In the case of global warming, this dissonance is especially traumatic for many conservatives, because they have based their whole worldview on the idea that unfettered capitalism “” and the asphalt-paved, gas-guzzling consumer culture it has spawned “” is synonymous with both personal fulfillment and human advancement.The global-warming hypothesis challenges that fundamental dogma, perhaps fatally.
Canada’s conservative National Post has long published anti-science disinformation, as Deep Climate has catalogued and debunked.

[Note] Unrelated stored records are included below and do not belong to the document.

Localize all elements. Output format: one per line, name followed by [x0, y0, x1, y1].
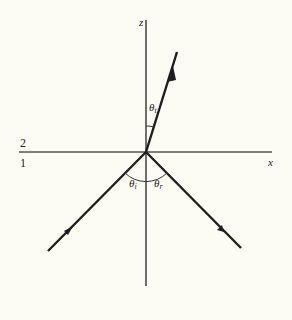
x-axis-label: x — [267, 156, 273, 168]
refraction-diagram: z x 2 1 θt θi θr — [0, 0, 292, 320]
reflected-ray — [146, 152, 241, 248]
medium-2-label: 2 — [20, 136, 26, 150]
incident-ray — [48, 152, 146, 251]
theta-r-label: θr — [154, 177, 163, 191]
theta-i-label: θi — [129, 177, 137, 191]
medium-1-label: 1 — [20, 156, 26, 170]
theta-t-label: θt — [149, 101, 157, 115]
z-axis-label: z — [138, 16, 144, 28]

But comments editor and Post columnist Jonathan Kay has just published a thermonuclear repudiation of “Global-warming deniers” (his term). And Kay is no liberal — his bio says he is “a regular contributor to Commentary magazine and the New York Post“!
The column deserves to be read in full: Read more
I didn’t know about this, but Annie Lowrey describes a provision of the Financial Regulation bill that sounds a lot like additional stimulus:
One of those is the Emergency Homeowners’ Relief Fund, a $1 billion fund to help unemployed workers stay in their homes. The brainchild of Rep. Chaka Fattah (D-Pa.), ushered into the bill by Rep. Maxine Waters (D-Calif.), the EHRF should be in place by Oct. 1. It will offer qualified unemployed homeowners low-interest loans up to $50,000 to help them keep up with their mortgage payments and remain in their homes.

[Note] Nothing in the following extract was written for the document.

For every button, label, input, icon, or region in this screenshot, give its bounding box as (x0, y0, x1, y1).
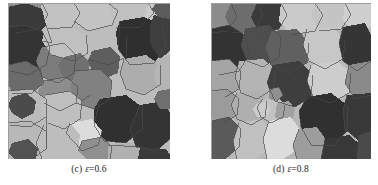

Legislators modeled the program after Pennsylvania’s successful Homeowners’ Emergency Mortgage Assistance Program, or HEMAP. Since its creation in 1984, HEMAP has helped 41,500 homeowners with $433 million in loans. About half of HEMAP loan-takers have repaid in full to date. And 90 percent of HEMAP participants have avoided foreclosure.
Smallish relative to the size of the economy, but sounds like a good idea to me.

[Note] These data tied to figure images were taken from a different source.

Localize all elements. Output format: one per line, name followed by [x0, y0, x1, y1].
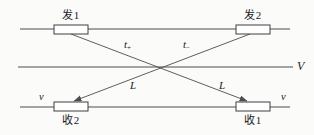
- length-label-right: L: [219, 80, 225, 91]
- speed-label-right: v: [281, 92, 286, 103]
- receiver2-label: 收2: [62, 115, 81, 126]
- speed-label-left: v: [39, 92, 44, 103]
- time-label-right-subscript: −: [186, 44, 190, 52]
- transmitter1-label: 发1: [62, 10, 81, 21]
- transmitter2-label: 发2: [244, 10, 263, 21]
- diagram-geometry: [0, 0, 314, 135]
- flow-velocity-label: V: [297, 60, 304, 72]
- transmitter2-box: [236, 25, 270, 34]
- diagram-canvas: 发1 发2 收2 收1 t+ t− L L V v v: [0, 0, 314, 135]
- receiver1-label: 收1: [244, 115, 263, 126]
- transmitter1-box: [54, 25, 88, 34]
- time-label-left-subscript: +: [127, 44, 131, 52]
- time-label-right: t−: [183, 39, 190, 52]
- receiver2-box: [54, 102, 88, 111]
- length-label-left: L: [130, 80, 136, 91]
- time-label-left: t+: [124, 39, 131, 52]
- receiver1-box: [236, 102, 270, 111]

John Quiggin moots the idea that if Republicans secure a majority in the House of Representatives we’ll see a replay of the 1995 budget shutdown. The case against this happening is that conventional wisdom holds that the shutdown was a fiasco for Newt Gingrich that members of congress will be loathe to repeat.
I think the case for it happening is twofold. One is that conservative politics is now much more dominated by a set of overlapping, competing media figures who are more interested in ratings than in majorities. The other is that if John Boehner has the courage of my convictions, he’ll believe that a government shutdown will risk sending the economy into a double-dip recession and that ultimately Barack Obama will be blamed for the bad results regardless of what polling says in the moment. Now does Boehner have those convictions? I have no idea. And would he really be so bold and immoral as to roll the dice on that basis? I also have no idea. But it could happen. To an extent, I think the functioning of our political system depends on the key actors not fully understanding how it works.
This aspect of the financial regulatory overhaul has gotten very little attention, but it’s both important and well-described by a Washington Post infographic, so here goes:
The idea here was that we needed to fear unduly harsh regulators, and make sure agencies had an incentive to be appropriately business friendly. So you get what we had here last financial crisis. The new model is designed to avoid incentives for unduly lax regulation:
This doesn’t single-handedly solve all our problems, and the very obviousness of the idea tended to lead it to be underplayed, but it’s obvious because it’s a good idea and an important one to boot. But it hadn’t been done before because banks liked the old system. Now it’s changing. That’s progress. And this is what I mean by saying that there’s something short-sighted about all the focus on what’s not in the bill. There’s a lot that’s not in the bill. Maybe future bills will tackle some of those issues. But there’s really quite a lot that is in the bill, and it’s basically good stuff.